It's everywhere. Not in Big London of course, they couldn't make any money at these rents. But they're everywhere else. "Lee-dirl"; the German supermarket Lidl, the cousin of Aldi and Netto.

Lidl is so unsmart, so un-21st-century, so not Choice, and Finest, and Low Salt, and Oak-Smoked, and Jamie Oliver, and all the palaver of middle-class supermarketry. Lee-dirl is dirt cheap and its advertising is primary coloured and jingly and repetitive and everything you're supposed not to do. So much so that it's extremely attractive and will have powerful appeals to the Nathan Barley Shoreditch set (we all wanted that series to work, didn't we?).

Lidl have been running the same basic commercial for ages now.
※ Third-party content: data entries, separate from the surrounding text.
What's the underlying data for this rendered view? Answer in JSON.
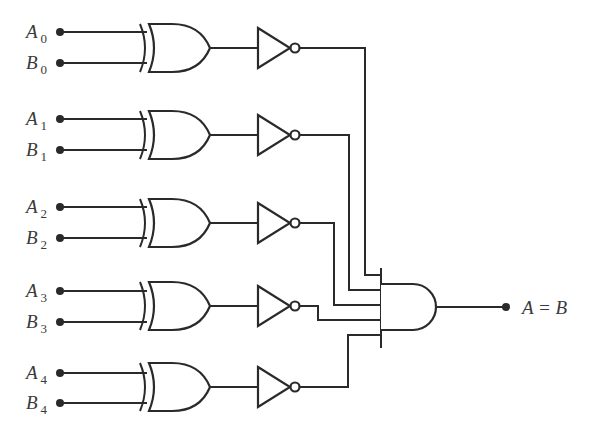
{
  "diagram": {
    "stages": [
      {
        "a_label": "A",
        "b_label": "B",
        "index": "0",
        "ya": 32,
        "yb": 63,
        "yo": 48,
        "and_y": 275,
        "route": "v365"
      },
      {
        "a_label": "A",
        "b_label": "B",
        "index": "1",
        "ya": 119,
        "yb": 150,
        "yo": 135,
        "and_y": 290,
        "route": "v349"
      },
      {
        "a_label": "A",
        "b_label": "B",
        "index": "2",
        "ya": 207,
        "yb": 238,
        "yo": 223,
        "and_y": 305,
        "route": "v334"
      },
      {
        "a_label": "A",
        "b_label": "B",
        "index": "3",
        "ya": 291,
        "yb": 322,
        "yo": 306,
        "and_y": 320,
        "route": "v318"
      },
      {
        "a_label": "A",
        "b_label": "B",
        "index": "4",
        "ya": 373,
        "yb": 403,
        "yo": 387,
        "and_y": 335,
        "route": "v348"
      }
    ],
    "gates": {
      "xor_count": 5,
      "not_count": 5,
      "and_inputs": 5
    },
    "output": {
      "label": "A = B"
    },
    "colors": {
      "line": "#2a2a2a",
      "text": "#3a3a3a",
      "background": "#ffffff"
    }
  }
}
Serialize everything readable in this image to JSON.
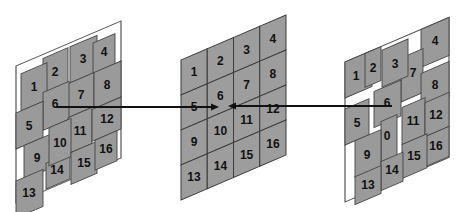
{
  "diagram": {
    "colors": {
      "tile": "#9d9d9d",
      "outline": "#3a3a3a",
      "frame": "#ffffff",
      "text": "#111111",
      "arrow": "#111111"
    },
    "panels": [
      {
        "id": "left",
        "label_kind": "distorted-grid",
        "tiles": [
          "1",
          "2",
          "3",
          "4",
          "5",
          "6",
          "7",
          "8",
          "9",
          "10",
          "11",
          "12",
          "13",
          "14",
          "15",
          "16"
        ]
      },
      {
        "id": "middle",
        "label_kind": "regular-grid",
        "tiles": [
          "1",
          "2",
          "3",
          "4",
          "5",
          "6",
          "7",
          "8",
          "9",
          "10",
          "11",
          "12",
          "13",
          "14",
          "15",
          "16"
        ]
      },
      {
        "id": "right",
        "label_kind": "distorted-grid",
        "tiles": [
          "1",
          "2",
          "3",
          "4",
          "5",
          "6",
          "7",
          "8",
          "9",
          "0",
          "11",
          "12",
          "13",
          "14",
          "15",
          "16"
        ]
      }
    ],
    "arrows": [
      {
        "from": "left panel tile 6",
        "to": "middle panel center",
        "direction": "right"
      },
      {
        "from": "right panel tile 6",
        "to": "middle panel center",
        "direction": "left"
      }
    ]
  }
}
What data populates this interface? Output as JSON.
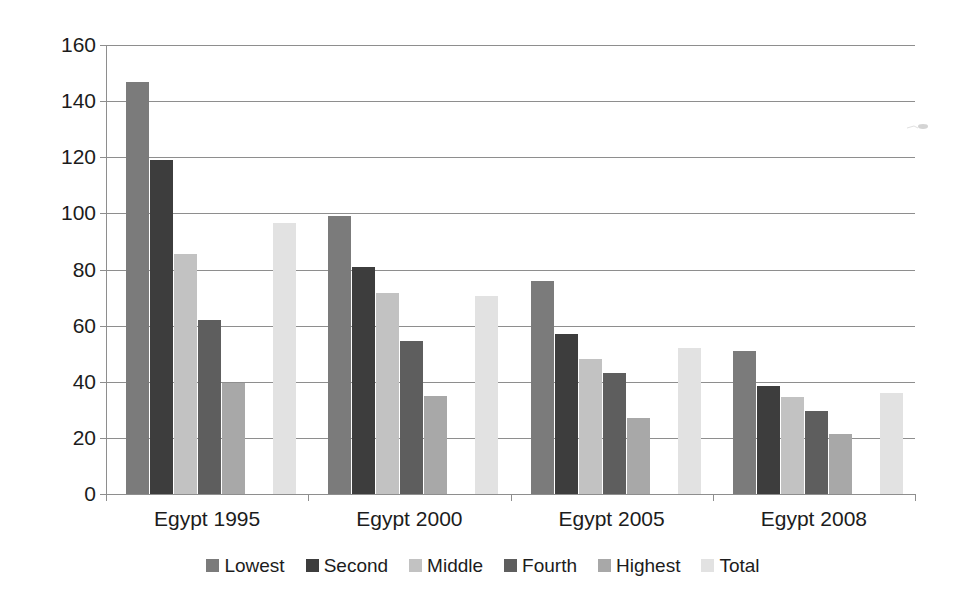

A car pulls up - looking tremendously 1970s, but not on purpose - outside one of Lidl's modestly configured outlets (somewhere rather windblown near a Medway Town, I imagine). Then you get a young woman looking like an anorexic Amanda Holden in a cheap white jacket walking down the primary-coloured aisle pushing her trolley.

That's when they sing "Lee-dirl". It's the Lee-dirl moment and very '70s and Rotters' Club it is too. The rest of the song goes, "Brand new quality, but cheaper". You'd expect supermarket things to be brand new somehow wouldn't you, so what exactly do they mean? There's a long line of soft drinks they say are "up to 50 per cent cheaper". They all look rather feebly bright, in early synthetic, boiled-sweet colours and none of them seems to be quite the brand you're expecting - "Cola" written in a Coke-ish way, and so forth. Is Lee-dirl entirely own-brand, commissioned by Germans and made up in, say, Bulgaria?

On the back of the standard intro and the cheap food (difficult to say how cheap unless you're discounting a big brand or a Known Value Item), Lidl ads feature a wonderfully Lucky Dip range of non-foods. One week it'll be a barbeque, next it'll be one of those wire rack Wardrobe on Wheels affairs (£19.99). Or there's a wicker shelf thing (£24.99). Is it particularly full-on underclass - do the people from Shameless go to Lee-dirl - or rather clever and retro or what?

You certainly see a lot of the Lidl logo which seems to be fashioned from early primary plastics - yellow, blue and red - with the 'i' lying on its side in a naffly desperate way. No wonder the whole thing's such a cult.